GROWTH WITH PURPOSE: EVOLUTION OF FAMILY LIFE
March 2, 2020
The evolution of your family life has an impact on your personal and business priorities. To grow your company with purpose, you need to

recognize and adapt, your company and your expectations to those evolutions - both for yourself, for your family and for your employees.
Single Entrepreneur
As a single entrepreneur, you can devote your whole heart, soul and focus into the business. The upside is that without family demands or outside responsibilities, you can put a ton of time into growing your business. You might be willing to work 100 hours a week and may see faster results because of it.
There are two downsides to this: First, you develop some really bad habits that are hard to undo if your family status changes. Second, it impacts the culture of the company if you expect the same level of commitment for your team. They may not be willing to match your pace. If you create a culture they don't feel comfortable in, you risk losing good people.
This is the perfect time in your life to focus on what you are the best in the world at doing. While you might not have the home-life demands right now, you will begin to recognize that brute force won't drive you through. Be proactive in the decision to do those things you are best at doing, and delegate everything else.
Married Entrepreneur
If you're a single entrepreneur who gets married, you may dial back your schedule slightly from 80 hours a week to 60 for example, or maybe you won't work weekends. If your spouse is working too, you may be equally focused on your careers. Set expectations around when you will be home, communicate any client dinners or after-work events, and be sure to schedule time together that is just about you and your spouse. Date nights, weekend getaways, or having breakfast together can help you lead an integrated life.
It's important for you and your spouse to establish communication protocols sooner rather than later. Understand your spouse's relationship with the business and with money. If your spouse comes from a non-entrepreneurial family, they could be risk averse. What involvement will your spouse have in your business, and when? What information about your company will you share with your spouse, and when? When your business is in high growth mode and your marriage is new, you may be tempted to share everything with your spouse, when maybe you shouldn't
Eventually the honeymoon phase transitions to everyday life, and the habits you start at the beginning of your marriage are likely to be consistent throughout your relationship. So set some deliberate protocols early on.
Entrepreneur Parent
The minute you are expecting a child, everything changes. Understand what your spouse needs and wants and have the mechanics to be flexible in communicating. What you and your spouse think you need while you're expecting may be different than what you actually want when the baby arrives. Keep the communication open and talk about what you want as the kids grow.
Starting a family will cause you to rethink your priorities. You may not want to work long hours when you have a baby at home, a t-ball game to coach, or a piano recital to attend. Even if your spouse stays home or has a more flexible job, your engagement with the kids (no matter what age they are) will still be wanted and needed. To keep the peace on the home front, you need to be present, and that means keeping those crazy work hours to a minimum.
When you're married and/or become a parent, you have to identify your specific life goals, build a plan, and talk about how that plan balance with the business. The entrepreneur's spouse tends to default to what the entrepreneur wants because they recognize the business is the juice that drives everything. It doesn't have to be that way. If you have good communication, you can get what you both want, which will save future resentment and conflict.
Divorced / Widowed / Single Parent Entrepreneur
The same communication protocols apply if you are going through a divorce and are even more important because there is a heighted sense of emotion, concern and urgency. Whatever the reason for the marital change, many entrepreneurs let the business fall apart, especially in the beginning, because they don't have the emotional capacity to manage it.
Through your family's evolution, it's important to stay true to yourself. Create a life where you can be authentic whether you are at home, at work, or acting as a spouse or parent.
Your company's ability to grow through your family evolution is rooted in your values and your culture. Your company's needs and seats will change as it grows, and you will likely want to create a family-friendly culture that attracts and retains qualified team members who share your company values.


■ Prompt ■
Wherever an image appears in the records, exclude it, and reproduce everything else exactly.
··· Material supplied ···
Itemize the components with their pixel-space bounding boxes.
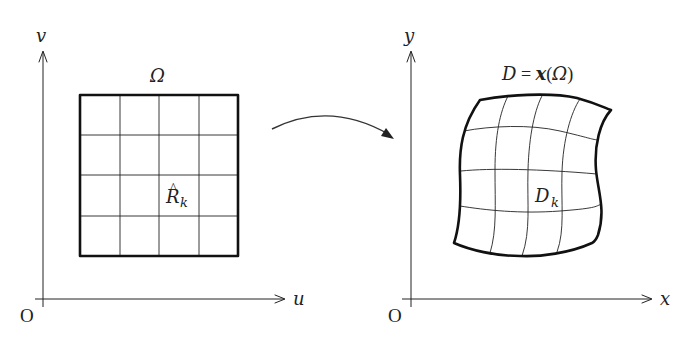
cell-label-subscript: k	[551, 195, 559, 210]
left-axes	[35, 51, 285, 307]
physical-grid	[454, 94, 611, 256]
grid-curve-vertical	[557, 99, 580, 252]
omega-label: Ω	[149, 65, 165, 86]
right-origin-label: O	[388, 305, 402, 326]
mapping-arrowhead-icon	[381, 128, 394, 139]
v-axis-label: v	[36, 25, 46, 46]
cell-label-d: D	[534, 185, 550, 206]
left-panel: O u v Ω R ^ k	[20, 25, 305, 326]
parameter-grid	[80, 95, 238, 256]
grid-curve-vertical	[522, 94, 543, 256]
grid-curve-vertical	[490, 96, 508, 253]
cell-label-subscript: k	[180, 195, 188, 210]
grid-curve-horizontal	[460, 204, 602, 212]
mapping-diagram: O u v Ω R ^ k	[0, 0, 697, 345]
u-axis-label: u	[293, 288, 305, 309]
grid-curve-horizontal	[461, 169, 597, 174]
right-axes	[402, 51, 652, 307]
cell-label-r-hat-k: R ^ k	[165, 181, 188, 210]
domain-d-boundary	[454, 95, 611, 256]
domain-d-argument: Ω	[551, 63, 567, 84]
mapping-arrow-curve	[272, 116, 390, 135]
cell-label-hat: ^	[170, 181, 177, 196]
domain-d-lhs: D	[501, 63, 517, 84]
cell-label-d-k: D k	[534, 185, 559, 210]
x-axis-label: x	[660, 288, 670, 309]
domain-d-equals: =	[516, 64, 535, 84]
right-panel: O x y D = x(Ω) D k	[388, 25, 670, 326]
y-axis-label: y	[403, 25, 415, 46]
mapping-arrow	[272, 116, 394, 139]
domain-d-map-function: x	[535, 63, 547, 84]
domain-d-close-paren: )	[567, 64, 573, 85]
left-origin-label: O	[20, 305, 34, 326]
domain-d-label: D = x(Ω)	[501, 63, 573, 85]
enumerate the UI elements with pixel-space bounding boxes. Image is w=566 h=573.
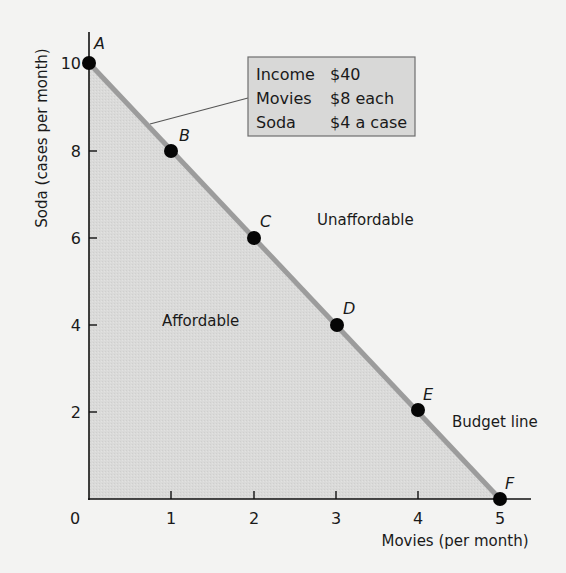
info-key-movies: Movies: [256, 89, 312, 108]
y-tick-label: 10: [61, 54, 81, 73]
y-tick-label: 2: [71, 403, 81, 422]
y-tick-label: 4: [71, 316, 81, 335]
y-tick-label: 8: [71, 142, 81, 161]
y-tick-label: 6: [71, 229, 81, 248]
info-box: Income $40 Movies $8 each Soda $4 a case: [248, 57, 415, 136]
point-label-a: A: [93, 34, 105, 53]
x-tick-label: 0: [70, 509, 80, 528]
info-key-income: Income: [256, 65, 315, 84]
x-tick-labels: 0 1 2 3 4 5: [70, 509, 505, 528]
point-f: [493, 492, 507, 506]
point-label-d: D: [343, 299, 355, 318]
y-tick-labels: 10 8 6 4 2: [61, 54, 81, 422]
info-value-movies: $8 each: [330, 89, 394, 108]
budget-line-chart: 10 8 6 4 2 0 1 2 3 4 5 Movies (per month…: [0, 0, 566, 573]
point-d: [330, 318, 344, 332]
x-tick-label: 2: [249, 509, 259, 528]
x-tick-label: 1: [166, 509, 176, 528]
info-value-income: $40: [330, 65, 361, 84]
info-key-soda: Soda: [256, 113, 296, 132]
info-box-leader-line: [150, 98, 248, 124]
x-tick-label: 4: [413, 509, 423, 528]
point-label-b: B: [179, 126, 190, 145]
point-b: [164, 144, 178, 158]
unaffordable-label: Unaffordable: [317, 211, 414, 229]
x-tick-label: 5: [495, 509, 505, 528]
budget-line-label: Budget line: [452, 413, 538, 431]
x-tick-label: 3: [331, 509, 341, 528]
point-label-c: C: [260, 212, 272, 231]
point-c: [247, 231, 261, 245]
y-axis-title: Soda (cases per month): [33, 48, 51, 227]
point-label-e: E: [423, 385, 434, 404]
point-e: [411, 403, 425, 417]
point-label-f: F: [505, 474, 515, 493]
info-value-soda: $4 a case: [330, 113, 407, 132]
point-a: [82, 56, 96, 70]
x-axis-title: Movies (per month): [381, 532, 528, 550]
affordable-label: Affordable: [162, 312, 239, 330]
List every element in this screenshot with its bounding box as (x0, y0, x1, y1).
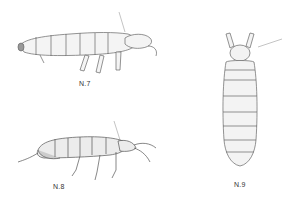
specimen-plate: N.7 N.8 N.9 (0, 0, 292, 203)
illustration-layer (0, 0, 292, 203)
n7-head (125, 34, 152, 48)
specimen-label-n8: N.8 (53, 183, 65, 190)
n7-antenna (148, 46, 157, 56)
n7-leg (116, 52, 121, 70)
n7-leg (96, 55, 104, 73)
n8-antenna (134, 148, 150, 162)
n7-leg (80, 55, 89, 71)
specimen-n9-drawing (223, 33, 282, 166)
n8-leg (72, 156, 80, 176)
specimen-label-n7: N.7 (79, 80, 91, 87)
n9-head (230, 45, 250, 61)
specimen-label-n9: N.9 (234, 181, 246, 188)
specimen-n8-drawing (18, 121, 156, 180)
n9-antenna (226, 33, 234, 48)
n8-arrow (114, 121, 120, 140)
n8-leg (95, 155, 100, 180)
n8-furca (18, 153, 38, 162)
n9-body (223, 61, 257, 167)
n9-antenna (246, 33, 254, 48)
n7-arrow (119, 12, 125, 32)
specimen-n7-drawing (18, 12, 157, 73)
n9-arrow (258, 39, 282, 47)
n8-antenna (134, 143, 156, 148)
n8-leg (112, 152, 116, 178)
n8-head (118, 140, 136, 151)
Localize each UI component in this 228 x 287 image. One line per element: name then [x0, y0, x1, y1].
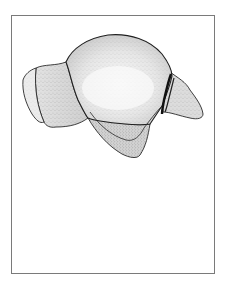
bone-illustration	[0, 0, 228, 287]
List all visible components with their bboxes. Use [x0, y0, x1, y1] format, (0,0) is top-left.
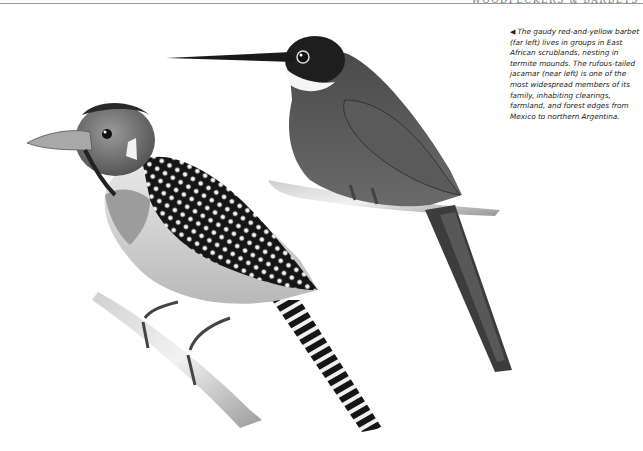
caption-text: The gaudy red-and-yellow barbet (far lef… [510, 27, 639, 121]
barbet-tail [272, 300, 382, 432]
figure-caption: ◀The gaudy red-and-yellow barbet (far le… [510, 27, 643, 122]
caption-pointer-icon: ◀ [510, 28, 515, 36]
barbet-branch [92, 292, 262, 428]
jacamar-tail [425, 205, 512, 372]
···
■ Your solution ■
Itemize the components with their pixel-space bounding boxes.
cell-label-subscript: k	[551, 195, 559, 210]
left-axes	[35, 51, 285, 307]
physical-grid	[454, 94, 611, 256]
grid-curve-vertical	[557, 99, 580, 252]
omega-label: Ω	[149, 65, 165, 86]
right-origin-label: O	[388, 305, 402, 326]
mapping-arrowhead-icon	[381, 128, 394, 139]
v-axis-label: v	[36, 25, 46, 46]
cell-label-d: D	[534, 185, 550, 206]
left-panel: O u v Ω R ^ k	[20, 25, 305, 326]
parameter-grid	[80, 95, 238, 256]
grid-curve-vertical	[522, 94, 543, 256]
grid-curve-vertical	[490, 96, 508, 253]
cell-label-subscript: k	[180, 195, 188, 210]
grid-curve-horizontal	[460, 204, 602, 212]
mapping-diagram: O u v Ω R ^ k	[0, 0, 697, 345]
u-axis-label: u	[293, 288, 305, 309]
grid-curve-horizontal	[461, 169, 597, 174]
right-axes	[402, 51, 652, 307]
cell-label-r-hat-k: R ^ k	[165, 181, 188, 210]
domain-d-boundary	[454, 95, 611, 256]
domain-d-argument: Ω	[551, 63, 567, 84]
mapping-arrow-curve	[272, 116, 390, 135]
cell-label-hat: ^	[170, 181, 177, 196]
domain-d-lhs: D	[501, 63, 517, 84]
cell-label-d-k: D k	[534, 185, 559, 210]
x-axis-label: x	[660, 288, 670, 309]
domain-d-equals: =	[516, 64, 535, 84]
right-panel: O x y D = x(Ω) D k	[388, 25, 670, 326]
y-axis-label: y	[403, 25, 415, 46]
mapping-arrow	[272, 116, 394, 139]
domain-d-map-function: x	[535, 63, 547, 84]
domain-d-close-paren: )	[567, 64, 573, 85]
left-origin-label: O	[20, 305, 34, 326]
domain-d-label: D = x(Ω)	[501, 63, 573, 85]
enumerate the UI elements with pixel-space bounding boxes. Image is w=566 h=573.
info-key-movies: Movies: [256, 89, 312, 108]
y-tick-label: 10: [61, 54, 81, 73]
y-tick-label: 2: [71, 403, 81, 422]
y-tick-label: 4: [71, 316, 81, 335]
y-tick-label: 8: [71, 142, 81, 161]
y-tick-label: 6: [71, 229, 81, 248]
info-box: Income $40 Movies $8 each Soda $4 a case: [248, 57, 415, 136]
point-label-a: A: [93, 34, 105, 53]
x-tick-label: 0: [70, 509, 80, 528]
info-key-income: Income: [256, 65, 315, 84]
x-tick-labels: 0 1 2 3 4 5: [70, 509, 505, 528]
point-f: [493, 492, 507, 506]
point-label-d: D: [343, 299, 355, 318]
y-tick-labels: 10 8 6 4 2: [61, 54, 81, 422]
info-value-movies: $8 each: [330, 89, 394, 108]
budget-line-chart: 10 8 6 4 2 0 1 2 3 4 5 Movies (per month…: [0, 0, 566, 573]
point-d: [330, 318, 344, 332]
x-tick-label: 2: [249, 509, 259, 528]
x-tick-label: 1: [166, 509, 176, 528]
info-value-income: $40: [330, 65, 361, 84]
info-key-soda: Soda: [256, 113, 296, 132]
info-box-leader-line: [150, 98, 248, 124]
x-tick-label: 4: [413, 509, 423, 528]
point-label-b: B: [179, 126, 190, 145]
point-b: [164, 144, 178, 158]
unaffordable-label: Unaffordable: [317, 211, 414, 229]
x-tick-label: 5: [495, 509, 505, 528]
budget-line-label: Budget line: [452, 413, 538, 431]
x-tick-label: 3: [331, 509, 341, 528]
point-label-c: C: [260, 212, 272, 231]
point-c: [247, 231, 261, 245]
y-axis-title: Soda (cases per month): [33, 48, 51, 227]
point-label-e: E: [423, 385, 434, 404]
point-e: [411, 403, 425, 417]
point-label-f: F: [505, 474, 515, 493]
info-value-soda: $4 a case: [330, 113, 407, 132]
point-a: [82, 56, 96, 70]
x-axis-title: Movies (per month): [381, 532, 528, 550]
affordable-label: Affordable: [162, 312, 239, 330]
List every element in this screenshot with its bounding box as (x0, y0, x1, y1).
specimen-plate: N.7 N.8 N.9 (0, 0, 292, 203)
illustration-layer (0, 0, 292, 203)
n7-head (125, 34, 152, 48)
specimen-label-n8: N.8 (53, 183, 65, 190)
n7-antenna (148, 46, 157, 56)
n7-leg (116, 52, 121, 70)
n7-leg (96, 55, 104, 73)
n8-antenna (134, 148, 150, 162)
n7-leg (80, 55, 89, 71)
specimen-n9-drawing (223, 33, 282, 166)
n8-leg (72, 156, 80, 176)
specimen-label-n7: N.7 (79, 80, 91, 87)
n9-head (230, 45, 250, 61)
specimen-label-n9: N.9 (234, 181, 246, 188)
specimen-n8-drawing (18, 121, 156, 180)
n9-antenna (226, 33, 234, 48)
n8-arrow (114, 121, 120, 140)
n8-leg (95, 155, 100, 180)
n8-furca (18, 153, 38, 162)
n9-body (223, 61, 257, 167)
n9-antenna (246, 33, 254, 48)
n7-arrow (119, 12, 125, 32)
specimen-n7-drawing (18, 12, 157, 73)
n9-arrow (258, 39, 282, 47)
n8-antenna (134, 143, 156, 148)
n8-leg (112, 152, 116, 178)
n8-head (118, 140, 136, 151)
Localize each UI component in this 228 x 287 image. One line per element: name then [x0, y0, x1, y1].
bone-illustration	[0, 0, 228, 287]
List all visible components with their bboxes. Use [x0, y0, x1, y1] format, (0,0) is top-left.
caption-text: The gaudy red-and-yellow barbet (far lef… [510, 27, 639, 121]
barbet-tail [272, 300, 382, 432]
figure-caption: ◀The gaudy red-and-yellow barbet (far le… [510, 27, 643, 122]
caption-pointer-icon: ◀ [510, 28, 515, 36]
barbet-branch [92, 292, 262, 428]
jacamar-tail [425, 205, 512, 372]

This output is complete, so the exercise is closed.